While CD Valet can originate CDs, most of the time they hand off leads. “We do have a white label of a basic origination platform and a service that we can offer to FIs. But generally, I would say 99% of the time right now, we do not originate it. That's what is unique about us,” said Wu. “The whole idea is we are not offering brokered CDs. We just basically hand that consumer off to the FI partner of ours, and they originate it generally through their own digital origination.”
Wu continued, “(The credit union or bank) can contact them or if they have a digital solution, (the consumer) can fulfill it completely online. Or they will reach out to the consumer and actually originate over the phone or obviously a branch. Our goal is to try to connect the consumer to the best product offering for them.”
No Charge to List
“What is important to remember is we do not charge to list,” said Wu. “Where we do charge is if a credit union does partner with us and creates a working relationship, then we add that ‘open now,” the call to action that'll take them direct to the institution or generates a lead.” CD Valet, he added, also receives a per unit revenue cut for every CD transaction closed.
From a technology standpoint, Wu said it is simple. “Depending on where you want to send (the lead), we can link it directly to the origination platform.” If the credit union (or bank) wants a lead, CD Valet can build a lead form. We'll work with the credit union and actually build that lead generation form. The user can then use that lead form. CD Valet can then generate a report that the FI can extract on a regular basis. Or we can even automate that process and have it, for example, emailed to somebody and notified anytime there is a new lead.”
CD Valet has worked with a few affiliate partners to drive volume, according to Wu, such as San Francisco-based Prelim, which provides a white-labeled, omnichannel platform for financial institutions to digitize and automate the customer onboarding process for various services.

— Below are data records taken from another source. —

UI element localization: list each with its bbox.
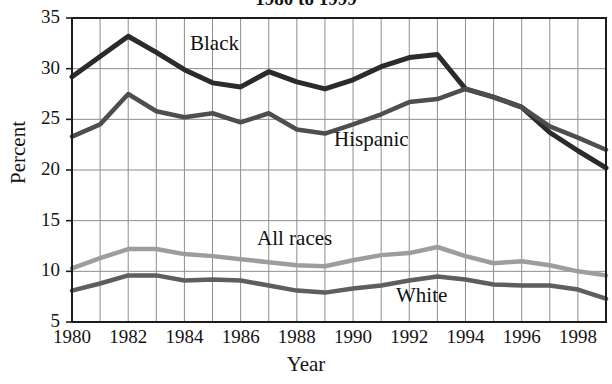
y-tick-label: 35 <box>20 6 60 28</box>
x-axis-label: Year <box>0 352 612 377</box>
x-tick-label: 1982 <box>98 326 158 348</box>
x-tick-label: 1990 <box>323 326 383 348</box>
x-tick-label: 1986 <box>211 326 271 348</box>
y-tick-label: 25 <box>20 107 60 129</box>
x-tick-label: 1980 <box>42 326 102 348</box>
chart-title: 1980 to 1999 <box>0 0 612 6</box>
y-tick-label: 30 <box>20 57 60 79</box>
y-tick-label: 15 <box>20 209 60 231</box>
x-tick-label: 1988 <box>267 326 327 348</box>
series-annotation-black: Black <box>190 31 239 56</box>
series-annotation-white: White <box>396 283 447 308</box>
y-tick-label: 10 <box>20 259 60 281</box>
data-series-layer <box>72 36 606 298</box>
x-tick-label: 1994 <box>435 326 495 348</box>
y-axis-label: Percent <box>6 83 31 223</box>
series-annotation-all-races: All races <box>257 226 332 251</box>
x-tick-label: 1996 <box>492 326 552 348</box>
chart-figure: 1980 to 1999 Percent Year 3530252015105 … <box>0 0 612 384</box>
series-annotation-hispanic: Hispanic <box>334 127 409 152</box>
series-line-white <box>72 275 606 298</box>
x-tick-label: 1992 <box>379 326 439 348</box>
x-tick-label: 1984 <box>154 326 214 348</box>
y-tick-label: 20 <box>20 158 60 180</box>
x-tick-label: 1998 <box>548 326 608 348</box>
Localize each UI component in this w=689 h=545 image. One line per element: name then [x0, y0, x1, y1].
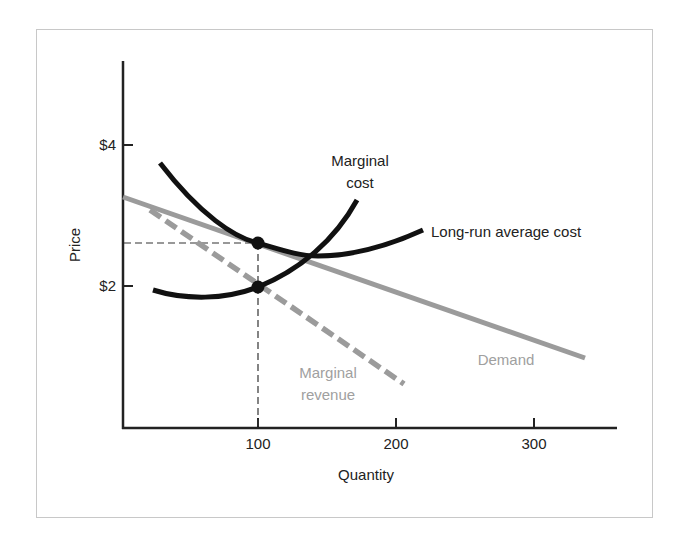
lrac-label: Long-run average cost: [431, 223, 582, 240]
mc-mr-point: [252, 281, 265, 294]
marginal-revenue-label-line2: revenue: [301, 386, 355, 403]
y-tick-label-4: $4: [99, 136, 116, 153]
lrac-point: [252, 237, 265, 250]
x-tick-label-300: 300: [521, 435, 546, 452]
x-tick-label-100: 100: [245, 435, 270, 452]
chart-canvas: $4 $2 100 200 300 Quantity Price Margina…: [0, 0, 689, 545]
y-tick-label-2: $2: [99, 277, 116, 294]
marginal-revenue-label-line1: Marginal: [299, 364, 357, 381]
demand-label: Demand: [478, 351, 535, 368]
demand-curve: [123, 197, 585, 358]
marginal-cost-label-line1: Marginal: [331, 152, 389, 169]
x-axis-title: Quantity: [338, 466, 394, 483]
marginal-cost-label-line2: cost: [346, 174, 374, 191]
y-axis-title: Price: [66, 228, 83, 262]
x-tick-label-200: 200: [383, 435, 408, 452]
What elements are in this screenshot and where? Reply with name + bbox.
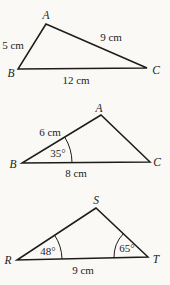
triangle-3-vertex-left-label: R xyxy=(3,254,11,266)
triangle-1-vertex-left-label: B xyxy=(7,67,14,79)
geometry-diagram: A B C 5 cm 9 cm 12 cm A B C 6 cm 35° 8 c… xyxy=(0,0,170,285)
triangle-1-side-bottom-label: 12 cm xyxy=(62,74,90,86)
triangle-2-angle-left-label: 35° xyxy=(50,147,65,159)
triangles-canvas: A B C 5 cm 9 cm 12 cm A B C 6 cm 35° 8 c… xyxy=(0,0,170,285)
triangle-1-outline xyxy=(18,24,147,69)
triangle-3-angle-arc-left xyxy=(55,235,62,259)
triangle-3-vertex-right-label: T xyxy=(153,253,161,265)
triangle-2-side-left-label: 6 cm xyxy=(39,126,61,138)
triangle-2-vertex-right-label: C xyxy=(153,156,161,168)
triangle-3-angle-right-label: 65° xyxy=(119,242,134,254)
triangle-1-side-right-label: 9 cm xyxy=(100,31,122,43)
triangle-figure-3: S R T 48° 65° 9 cm xyxy=(3,194,160,276)
triangle-2-outline xyxy=(22,115,150,163)
triangle-figure-2: A B C 6 cm 35° 8 cm xyxy=(9,102,161,179)
triangle-3-vertex-top-label: S xyxy=(93,194,99,206)
triangle-2-side-bottom-label: 8 cm xyxy=(65,167,87,179)
triangle-2-vertex-left-label: B xyxy=(9,158,16,170)
triangle-2-vertex-top-label: A xyxy=(94,102,103,114)
triangle-figure-1: A B C 5 cm 9 cm 12 cm xyxy=(2,9,160,86)
triangle-1-side-left-label: 5 cm xyxy=(2,39,24,51)
triangle-3-side-bottom-label: 9 cm xyxy=(72,264,94,276)
triangle-1-vertex-right-label: C xyxy=(152,64,160,76)
triangle-1-vertex-top-label: A xyxy=(41,9,50,21)
triangle-2-angle-arc-left xyxy=(65,137,72,163)
triangle-3-angle-left-label: 48° xyxy=(40,245,55,257)
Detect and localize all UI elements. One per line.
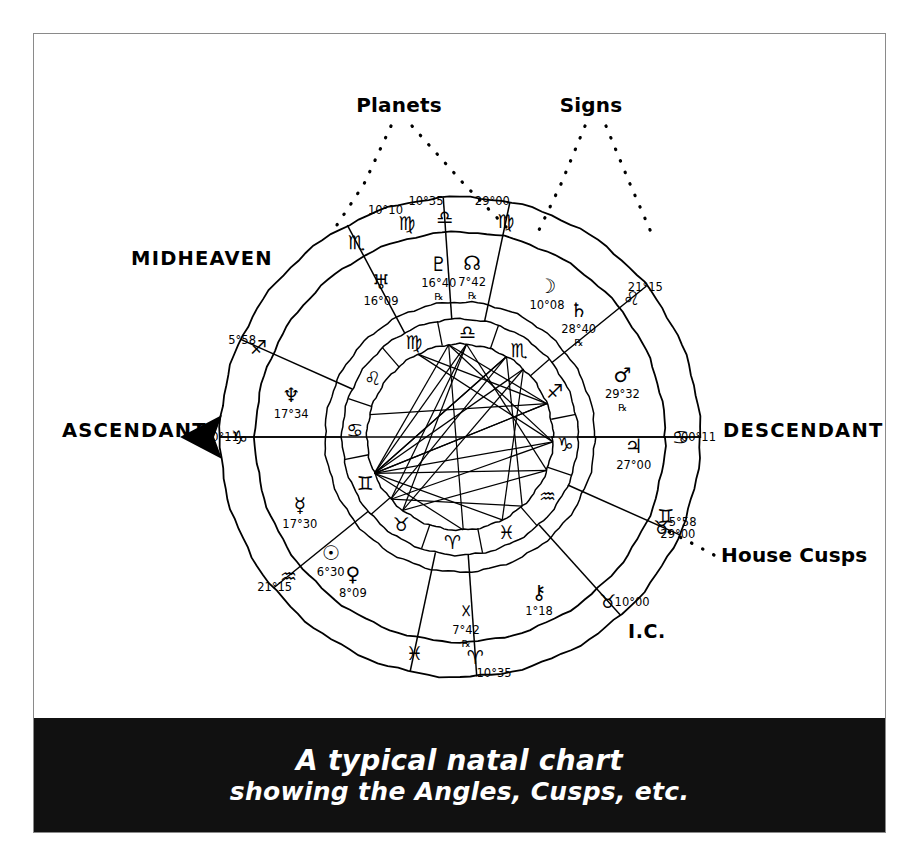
angle-label-ic: I.C. [628,620,666,642]
planet-glyph: ☊ [463,251,481,275]
planet-chiron: ⚷1°18 [525,580,553,618]
retrograde-marker: ℞ [462,638,471,649]
cusp-degree-h12: 5°58 [228,333,256,347]
cusp-sign-glyph-aries-h4: ♈ [467,646,484,668]
planet-degree: 16°40 [421,276,456,290]
planet-glyph: ♆ [282,383,300,407]
angle-label-descendant: DESCENDANT [723,419,883,442]
inner-zodiac-glyph-gemini: ♊ [357,472,374,494]
retrograde-marker: ℞ [574,337,583,348]
cusp-degree-h4: 10°35 [477,666,512,680]
planet-degree: 16°09 [363,294,398,308]
figure-panel: ♑00°11♒21°15♓♈10°35♉10°00♉29°00♋00°11♌21… [33,33,886,833]
planet-glyph: ♂ [613,363,631,387]
callout-label-house-cusps: House Cusps [721,543,867,567]
planet-glyph: ♄ [570,298,588,322]
cusp-degree-h14: 10°10 [368,203,403,217]
planet-glyph: ⚷ [532,580,547,604]
inner-zodiac-glyph-leo: ♌ [364,367,381,389]
planet-degree: 28°40 [561,322,596,336]
inner-zodiac-glyph-libra: ♎ [459,321,476,343]
retrograde-marker: ℞ [434,291,443,302]
natal-chart-svg: ♑00°11♒21°15♓♈10°35♉10°00♉29°00♋00°11♌21… [34,34,885,699]
retrograde-marker: ℞ [468,290,477,301]
planet-degree: 17°34 [274,407,309,421]
cusp-degree-h2: 21°15 [257,580,292,594]
caption-line-2: showing the Angles, Cusps, etc. [230,777,690,807]
planet-degree: 27°00 [616,458,651,472]
cusp-degree-h13: 5°58 [669,515,697,529]
planet-degree: 17°30 [282,517,317,531]
cusp-degree-h10: 10°35 [408,194,443,208]
planet-glyphs: ♇16°40℞☊7°42℞☽10°08♄28°40℞♂29°32℞♃27°00♅… [274,251,652,648]
planet-mercury: ☿17°30 [282,493,317,531]
planet-glyph: ☽ [538,274,556,298]
planet-degree: 10°08 [529,298,564,312]
cusp-sign-glyph-libra-h10: ♎ [436,206,453,228]
planet-neptune: ♆17°34 [274,383,309,421]
planet-uranus: ♅16°09 [363,270,398,308]
planet-jupiter: ♃27°00 [616,434,651,472]
caption-band: A typical natal chart showing the Angles… [34,718,885,832]
planet-degree: 6°30 [317,565,345,579]
planet-degree: 1°18 [525,604,553,618]
inner-zodiac-glyph-aquarius: ♒ [539,485,556,507]
callout-label-planets: Planets [356,93,442,117]
inner-zodiac-glyph-sagittarius: ♐ [546,380,563,402]
cusp-degree-h5: 10°00 [615,595,650,609]
planet-degree: 7°42 [452,623,480,637]
planet-glyph: ♇ [430,252,448,276]
inner-zodiac-glyph-taurus: ♉ [392,513,409,535]
angle-label-midheaven: MIDHEAVEN [131,247,273,270]
cusp-sign-glyph-virgo-h9: ♍ [497,210,514,232]
planet-degree: 8°09 [339,586,367,600]
retrograde-marker: ℞ [618,402,627,413]
inner-zodiac-glyph-pisces: ♓ [498,521,515,543]
planet-glyph: ☉ [322,541,340,565]
planet-degree: 29°32 [605,387,640,401]
planet-glyph: ♀ [346,562,361,586]
planet-moon: ☽10°08 [529,274,564,312]
callout-label-signs: Signs [560,93,623,117]
natal-chart-wheel: ♑00°11♒21°15♓♈10°35♉10°00♉29°00♋00°11♌21… [34,34,885,699]
cusp-sign-glyph-pisces-h3: ♓ [406,642,423,664]
planet-glyph: ♅ [372,270,390,294]
ascendant-axis [180,415,700,459]
cusp-degree-h8: 21°15 [628,280,663,294]
cusp-sign-glyph-scorpio-h11: ♏ [348,231,365,253]
planet-saturn: ♄28°40℞ [561,298,596,348]
caption-line-1: A typical natal chart [296,744,623,777]
planet-mars: ♂29°32℞ [605,363,640,413]
inner-zodiac-glyph-aries: ♈ [444,531,461,553]
planet-glyph: ☓ [461,599,472,623]
planet-north-node: ☊7°42℞ [458,251,486,301]
planet-glyph: ☿ [294,493,306,517]
cusp-sign-glyph-taurus-h5: ♉ [599,590,616,612]
inner-zodiac-glyph-virgo: ♍ [405,331,422,353]
angle-label-ascendant: ASCENDANT [62,419,207,442]
planet-pluto: ♇16°40℞ [421,252,456,302]
planet-sun: ☉6°30 [317,541,345,579]
planet-degree: 7°42 [458,275,486,289]
inner-zodiac-glyph-scorpio: ♏ [510,339,527,361]
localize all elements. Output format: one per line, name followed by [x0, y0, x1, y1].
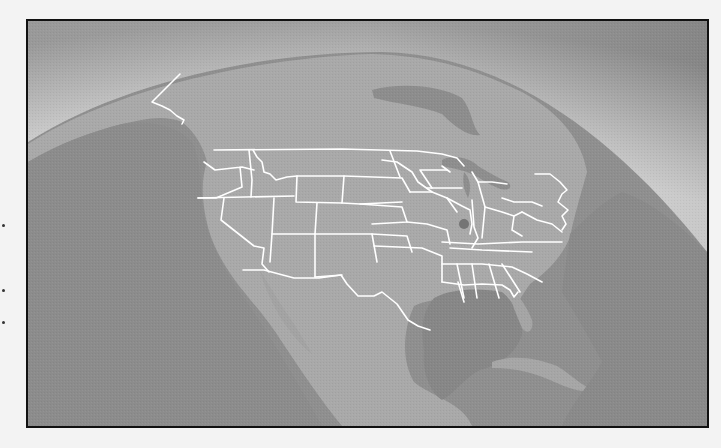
margin-tick [2, 289, 5, 292]
globe-map [28, 21, 707, 426]
map-frame [26, 19, 709, 428]
margin-tick [2, 224, 5, 227]
margin-tick [2, 321, 5, 324]
location-marker [459, 219, 469, 229]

Wu added that CD Valet also offers an intelligence tool in the backend that can provide a full reporting data set to the ALCO (asset-liability committee), management and/or leadership teams to price their CD product appropriately. “They can get the deposits that they want and not necessarily have to give it away. They price competitively. The benefit is obviously they optimize their margin and return.”
Wu noted, “In the last two months, you obviously are starting to see the rates come down. So, if you look at that reporting tool that we have there are plenty of FIs that still have high rates. Because every institution has very different goals. You are going to raise your rate if you need to raise deposits quickly. There are still amazing pockets of institutions, whether that's banks or credit unions, where the rates are still incredibly high.”
Earlier in September, CD Valet revealed that approximately 74% of CD rate changes made from Aug. 1 to Aug. 31, 2025, were decreases. Of the institutions that increased CD rates, approximately 66% were credit unions.